TASK REQUIREMENTS:
All lines between the one holding "This screenshot has width=2119, height=1192." and the end of the material below, both ends included, should be restated exactly.

RECORDS PROVIDED:
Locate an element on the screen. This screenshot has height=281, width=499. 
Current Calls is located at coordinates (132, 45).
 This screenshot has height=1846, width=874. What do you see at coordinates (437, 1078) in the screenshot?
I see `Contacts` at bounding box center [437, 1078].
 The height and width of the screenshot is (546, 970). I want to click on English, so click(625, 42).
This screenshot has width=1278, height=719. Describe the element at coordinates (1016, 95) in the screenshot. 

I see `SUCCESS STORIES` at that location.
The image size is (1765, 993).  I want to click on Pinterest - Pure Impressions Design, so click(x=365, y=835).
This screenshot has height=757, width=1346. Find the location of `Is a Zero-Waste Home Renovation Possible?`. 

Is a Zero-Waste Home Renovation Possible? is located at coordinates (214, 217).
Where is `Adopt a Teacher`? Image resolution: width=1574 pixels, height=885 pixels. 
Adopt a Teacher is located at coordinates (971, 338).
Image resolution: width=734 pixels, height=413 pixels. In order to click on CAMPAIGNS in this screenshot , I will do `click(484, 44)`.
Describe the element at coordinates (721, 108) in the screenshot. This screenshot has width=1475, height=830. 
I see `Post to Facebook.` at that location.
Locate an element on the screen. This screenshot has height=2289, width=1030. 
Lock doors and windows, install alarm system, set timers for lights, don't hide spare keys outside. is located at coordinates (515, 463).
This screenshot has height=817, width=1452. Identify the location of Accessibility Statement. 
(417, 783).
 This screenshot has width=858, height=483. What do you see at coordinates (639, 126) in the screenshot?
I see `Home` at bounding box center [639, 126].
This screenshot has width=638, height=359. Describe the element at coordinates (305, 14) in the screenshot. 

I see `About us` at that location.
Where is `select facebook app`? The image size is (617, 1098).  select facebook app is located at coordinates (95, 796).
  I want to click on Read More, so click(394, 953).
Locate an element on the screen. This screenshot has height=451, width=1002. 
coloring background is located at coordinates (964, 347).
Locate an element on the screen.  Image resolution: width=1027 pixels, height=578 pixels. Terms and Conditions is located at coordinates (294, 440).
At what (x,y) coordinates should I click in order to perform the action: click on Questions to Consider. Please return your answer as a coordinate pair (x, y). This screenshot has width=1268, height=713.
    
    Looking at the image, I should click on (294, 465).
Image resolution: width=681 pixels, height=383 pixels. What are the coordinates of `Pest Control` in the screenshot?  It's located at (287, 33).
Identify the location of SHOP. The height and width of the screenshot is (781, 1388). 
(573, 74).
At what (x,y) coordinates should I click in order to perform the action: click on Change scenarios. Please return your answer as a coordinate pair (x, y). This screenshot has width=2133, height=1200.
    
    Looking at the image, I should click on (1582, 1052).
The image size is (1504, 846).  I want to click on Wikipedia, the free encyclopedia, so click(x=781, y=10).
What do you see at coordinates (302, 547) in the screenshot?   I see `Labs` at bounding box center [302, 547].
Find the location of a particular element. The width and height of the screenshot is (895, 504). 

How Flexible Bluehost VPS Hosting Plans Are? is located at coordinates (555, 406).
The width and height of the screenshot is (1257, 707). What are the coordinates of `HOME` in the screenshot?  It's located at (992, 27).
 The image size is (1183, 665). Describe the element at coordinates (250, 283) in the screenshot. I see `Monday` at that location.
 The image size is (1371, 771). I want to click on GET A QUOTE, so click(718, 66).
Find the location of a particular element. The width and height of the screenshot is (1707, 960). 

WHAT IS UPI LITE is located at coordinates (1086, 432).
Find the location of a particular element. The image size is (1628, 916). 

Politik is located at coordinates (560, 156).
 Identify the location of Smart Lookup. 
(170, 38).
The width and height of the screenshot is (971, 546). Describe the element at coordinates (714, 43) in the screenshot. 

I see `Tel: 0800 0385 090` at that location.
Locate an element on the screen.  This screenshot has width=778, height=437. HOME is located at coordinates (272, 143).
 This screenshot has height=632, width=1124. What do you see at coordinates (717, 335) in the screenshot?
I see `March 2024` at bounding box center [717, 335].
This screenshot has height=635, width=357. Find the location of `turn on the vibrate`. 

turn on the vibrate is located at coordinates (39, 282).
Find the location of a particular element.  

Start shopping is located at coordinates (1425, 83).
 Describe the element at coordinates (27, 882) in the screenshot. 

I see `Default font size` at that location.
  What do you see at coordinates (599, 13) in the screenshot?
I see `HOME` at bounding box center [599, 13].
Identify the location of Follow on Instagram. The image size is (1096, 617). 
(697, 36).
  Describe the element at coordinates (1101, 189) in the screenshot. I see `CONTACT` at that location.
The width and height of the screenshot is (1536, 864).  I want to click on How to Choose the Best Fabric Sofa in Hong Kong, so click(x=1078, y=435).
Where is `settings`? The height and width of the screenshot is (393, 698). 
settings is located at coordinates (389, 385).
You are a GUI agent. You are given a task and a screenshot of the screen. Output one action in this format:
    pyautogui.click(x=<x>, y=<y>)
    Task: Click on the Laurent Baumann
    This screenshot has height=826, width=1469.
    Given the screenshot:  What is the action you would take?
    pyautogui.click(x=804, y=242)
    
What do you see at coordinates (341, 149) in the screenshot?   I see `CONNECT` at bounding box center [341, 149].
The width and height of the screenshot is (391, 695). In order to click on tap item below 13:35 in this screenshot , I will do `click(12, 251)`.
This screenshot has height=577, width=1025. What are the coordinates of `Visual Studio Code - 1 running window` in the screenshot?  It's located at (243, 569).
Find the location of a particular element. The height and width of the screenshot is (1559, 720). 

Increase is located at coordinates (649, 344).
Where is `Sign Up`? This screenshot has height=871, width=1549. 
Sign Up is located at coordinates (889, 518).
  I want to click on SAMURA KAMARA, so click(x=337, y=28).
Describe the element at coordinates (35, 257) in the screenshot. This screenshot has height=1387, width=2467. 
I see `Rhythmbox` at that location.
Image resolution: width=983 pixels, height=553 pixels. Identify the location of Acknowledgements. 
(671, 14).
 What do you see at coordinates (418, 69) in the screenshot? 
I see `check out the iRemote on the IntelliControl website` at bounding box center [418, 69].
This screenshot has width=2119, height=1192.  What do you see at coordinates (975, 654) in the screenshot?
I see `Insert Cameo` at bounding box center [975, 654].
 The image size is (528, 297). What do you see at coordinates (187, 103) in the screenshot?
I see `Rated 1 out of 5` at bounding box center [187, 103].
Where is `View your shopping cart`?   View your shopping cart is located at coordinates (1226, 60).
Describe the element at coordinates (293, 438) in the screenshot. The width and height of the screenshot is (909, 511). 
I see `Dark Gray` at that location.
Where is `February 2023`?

EXPECTED ANSWER:
This screenshot has width=2119, height=1192.  What do you see at coordinates (975, 654) in the screenshot?
I see `Insert Cameo` at bounding box center [975, 654].
 The image size is (528, 297). What do you see at coordinates (187, 103) in the screenshot?
I see `Rated 1 out of 5` at bounding box center [187, 103].
Where is `View your shopping cart`?   View your shopping cart is located at coordinates (1226, 60).
Describe the element at coordinates (293, 438) in the screenshot. The width and height of the screenshot is (909, 511). 
I see `Dark Gray` at that location.
Where is `February 2023`?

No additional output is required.